Click Fraud Worse During The Recession
By Anna Johnson on May 15th, 2009The New York Times reports that click fraud – unlawfully clicking on pay-per-click (PPC) advertisements – has worsened during the recession.
Internet marketers are pouring more of their online advertising budgets into PPC advertising – according to the Interactive Advertising Bureau, it accounted for 57 percent of Internet advertising in 2008, up from 52 percent in 2007. But it looks as though more of those PPC expenditures are being wasted too…
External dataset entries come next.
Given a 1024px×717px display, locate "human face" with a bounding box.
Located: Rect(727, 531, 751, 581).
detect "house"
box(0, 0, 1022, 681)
Cars.com, for example, knew something was wrong when a substantial number of clicks on its NewCars.com ads came from countries such as Bulgaria, Indonesia and the Czech Republic… countries where it wasn’t trading. It determined that the rate of click fraud was 12-15 percent.
Meanwhile, Outsell Inc. reckons 13 percent of online advertising clicks in 2008 were fraudulent, while Click Forensics says 17 percent of clicks in the fourth quarter of 2008 were fraudulent.
Google, meanwhile, says fraudulent clicks account for just 0.02 percent of all clicks.
Problem is… Google gets paid whenever someone clicks on the PPC ads on its search engine or content network, so it isn’t exactly ‘naturally’ motivated to emphasize the problem. Funnily enough, even Yahoo, its main PPC rival and beneficiary, disputes that fraudulent clicks could be below 1 percent.
All this indicates to me that we can’t expect much help from, say, Google to combat the click-fraud problem. As Internet marketers, it’s up to use to monitor where our pay-per-click clicks are coming from and possibly engage professional help to clamp down on fraud if we think it exists.